“Ah, Kat,” I said, and sighed. Then I trudged into BB&B, carrying the weight of the world on my shoulders. Literally.
As I was settling in on the sofa, the doorbell tinkled and I glanced at the entrance.
The Dreamy-Eyed Guy walked in.
I had no idea why he used my door. I was pretty sure he could still sift, unlike the rest of us. Or just ooze in, a great dark stain sliding down my chimney or rising up from the floorboards.
A year ago I’d have gotten excited, believing he was here to help. And if not, that I could surely talk him into it. I knew better now. “Come to sing the song for us?” I mocked anyway.
“Don’t have it. Evaporates when passed. You, Cruce, must put it back together.”
Well, that seriously sucked. So, I couldn’t even talk him into it. I studied him intently as a thought occurred to me. “There’s something about this that’s necessary. What is it? Do good and evil have to work together in some cosmic-balance way?”
“Subjective. Still not seeing. Same source.”
“Are we being tested?”
He flashed me a smile and for a moment I couldn’t get enough air into my lungs. “Always. You owe me three boons, Beautiful Girl.”
“I don’t know if I can grant them. My power is fading.”
“Can and will.”
“Who are you?” I demanded. And why did he talk about the king in third person?
“Told you. At Chester’s. Said you’re no more the king than I.”
“Because we both are. In some way.” Me with the Book, but him how?
He stopped at the sofa and fixed his starry gaze on me with a faint smile. “A skin that refused to return when summoned. I demanded my own fate. He is a storm. I am but a drop of his rain.”
“I saw you in the abbey. You became him.”
“Illusion. It amuses him. As does my defiance. He could reclaim me. When you see her, you will say nothing of my origins. She believes me human.”
“Her, who?”
“The concubine.”
I narrowed my eyes. “I thought she was in the White Mansion.”
“You will restore her mortality. I will sift us to a world but you will pretend you’re doing it.”
“And your third boon?”
“One day, either the king or I will come to claim it.”
I nodded, knowing I had so little time left it was doubtful anyone would claim anything further from me.

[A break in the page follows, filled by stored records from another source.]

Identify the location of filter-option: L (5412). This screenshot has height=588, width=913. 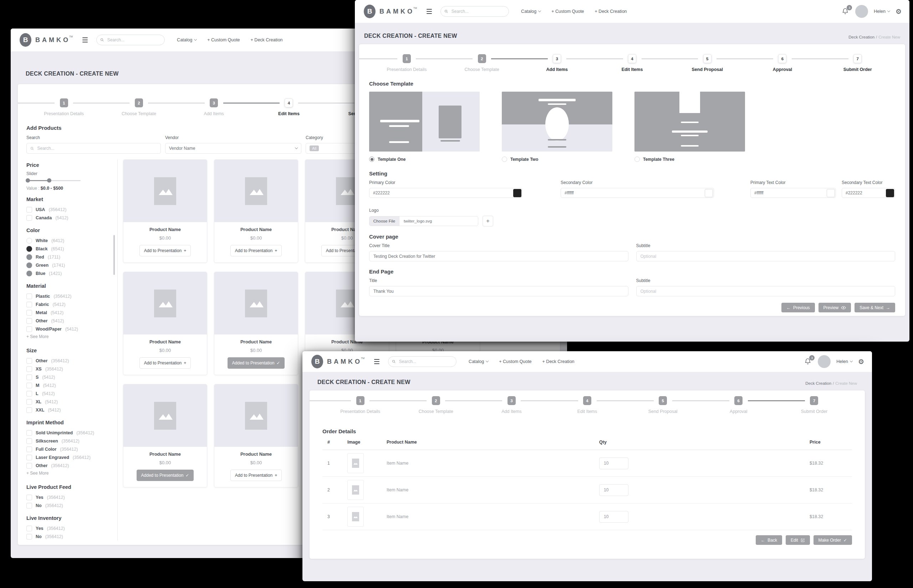
(69, 393).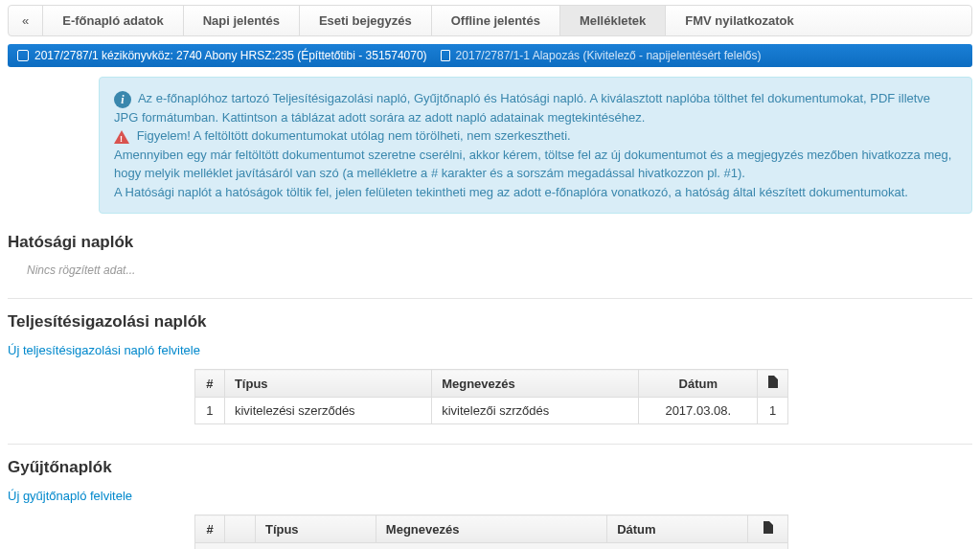  What do you see at coordinates (26, 21) in the screenshot?
I see `tab-collapse: «` at bounding box center [26, 21].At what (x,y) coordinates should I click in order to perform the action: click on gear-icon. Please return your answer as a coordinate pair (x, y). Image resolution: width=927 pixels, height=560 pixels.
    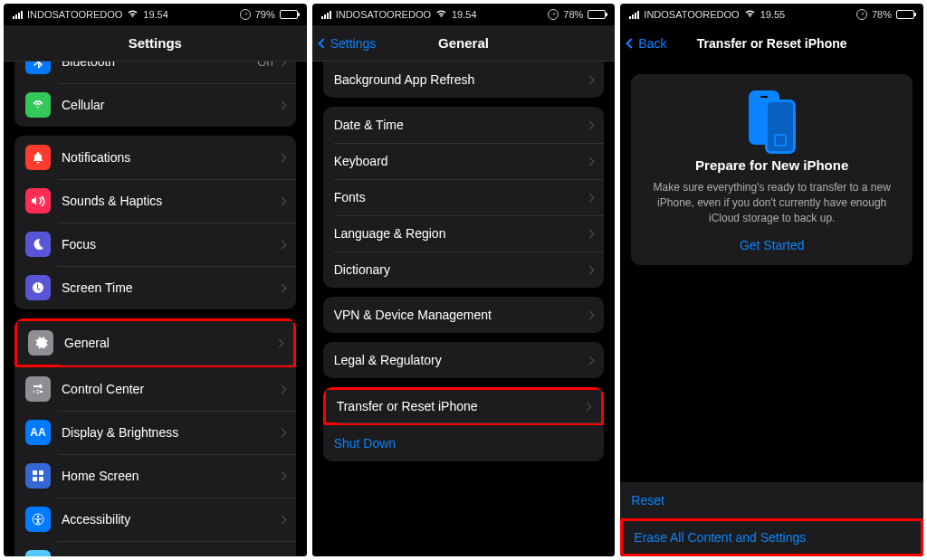
    Looking at the image, I should click on (41, 343).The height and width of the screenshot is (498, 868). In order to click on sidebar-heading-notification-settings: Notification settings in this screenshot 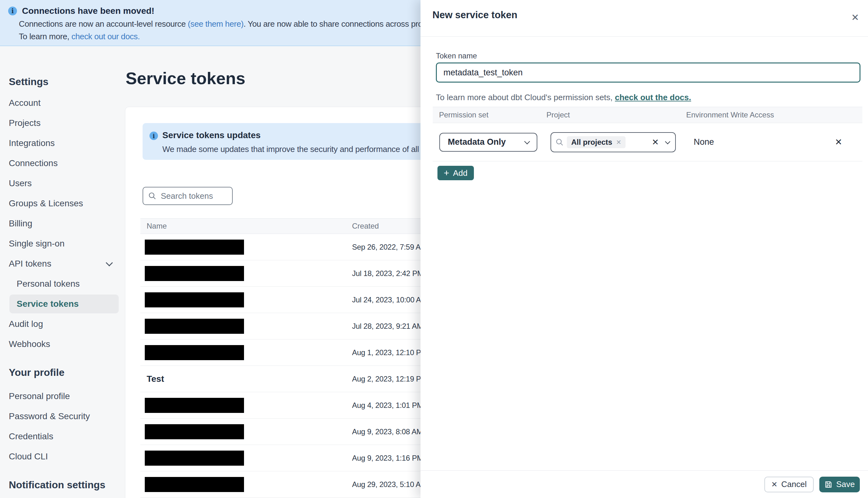, I will do `click(64, 486)`.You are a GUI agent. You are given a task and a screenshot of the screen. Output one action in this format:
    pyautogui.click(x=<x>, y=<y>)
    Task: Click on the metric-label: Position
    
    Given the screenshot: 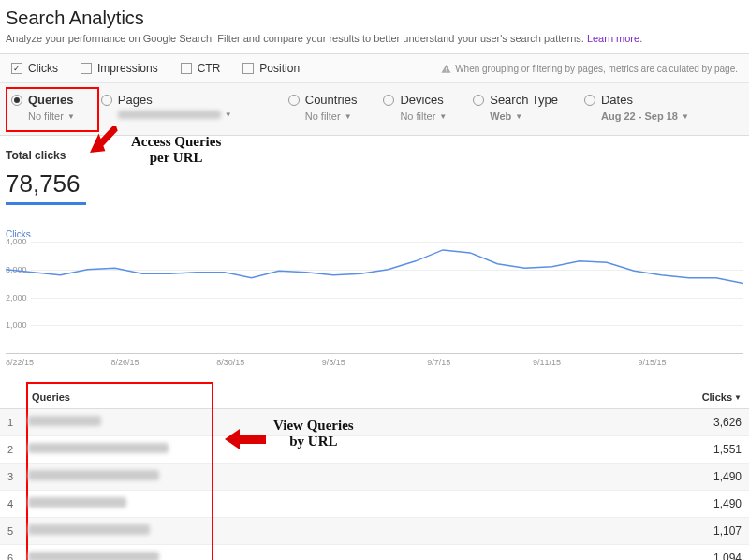 What is the action you would take?
    pyautogui.click(x=279, y=68)
    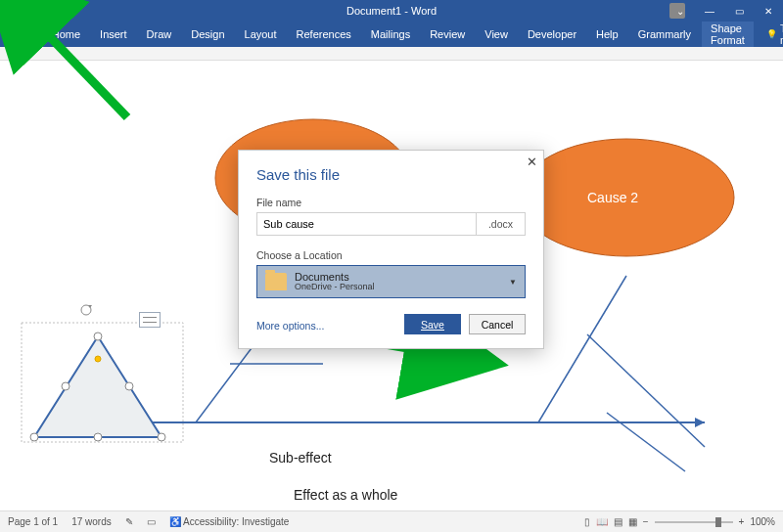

When he brought Aoibheal inside, her eyes narrowed. “I can’t help you,” she said instantly.
“I’m not asking you to,” I told the woman whose mere existence had caused every single problem I’d had, through no fault of her own but as a pawn on a vast chessboard, in a game played by vast beings. It wasn’t as if there was anything she could do to save us anyway. I would be dead soon, with no True Magic to require advice about. “I’m going to take you somewhere.”
“Where?” she demanded.
I glanced at the DEG and the transition was seamless. Suddenly the three of us stood beneath the triple canopy of a tropical rain forest, and I was hearing the DEG’s voice in my head, telling me what to say.
“The king protected your world,” I told her. “Though your clan is long dead, you will find your planet the same.”
She stared blankly at me, then past my shoulder, then at me again. “My world still exists? I’m home? But how do you know any of this? How did you even know where to find it?”
That was a tricky one. I waited for the DEG to say something and he didn’t so I said, “The Sinsar Dubh knew about it. It was in the king’s memories.”
She spun in a slow circle, absorbing her surroundings with faint wonder.
I relayed the DEG’s next words: “I’m going to make you mortal so you may live and die as you’ve always wished. You will not perish with the Earth.”
She whirled back to me. “Why would you do that? I left you and your world to die.”
I stared into her vaguely puzzled, sad eyes and these words were my own: “There was nothing you could have done to save us. No more than I.”
The DEG whispered in my brain the keywords to sort through my mental files so I could find the spell to transform her. Along with his words came a rush of dark power, and I whizzed through the tabs so quickly it pissed me off that he hadn’t been around a few weeks ago when I really could have used this kind of boost.
Then another flood of raw, unfocused energy exploded inside me as he boosted me further since I could no longer tap into the earth.
I murmured the words of an ancient curse used to turn a Fae human as punishment by the queen. Aoibheal stiffened and hissed, doubling over as she transformed. Then I felt another jolt of magic flow through me from the DEG, and her hair and skin began to darken to a lovely shade of brown. Glossy dark curls tumbled to her waist. Her clothing shimmered, shifted, and flowed into a brilliantly colored tunic.
When finally she straightened, she inclined her head in an imperious nod, then with her bird on her shoulder turned and walked slowly, stiffly, into the forest.
“Awk! Fly now!” the bird squawked.
She paused and glanced up at it. With a ghost of a smile, the concubine removed her shoes and curled her bare toes into the leaves and soil. She closed her eyes and inhaled deeply.
Then she shook herself, gathered her skirts and dashed off into the lush, dense wood.
The brilliant squawking bird soared into the air, taking flight above her.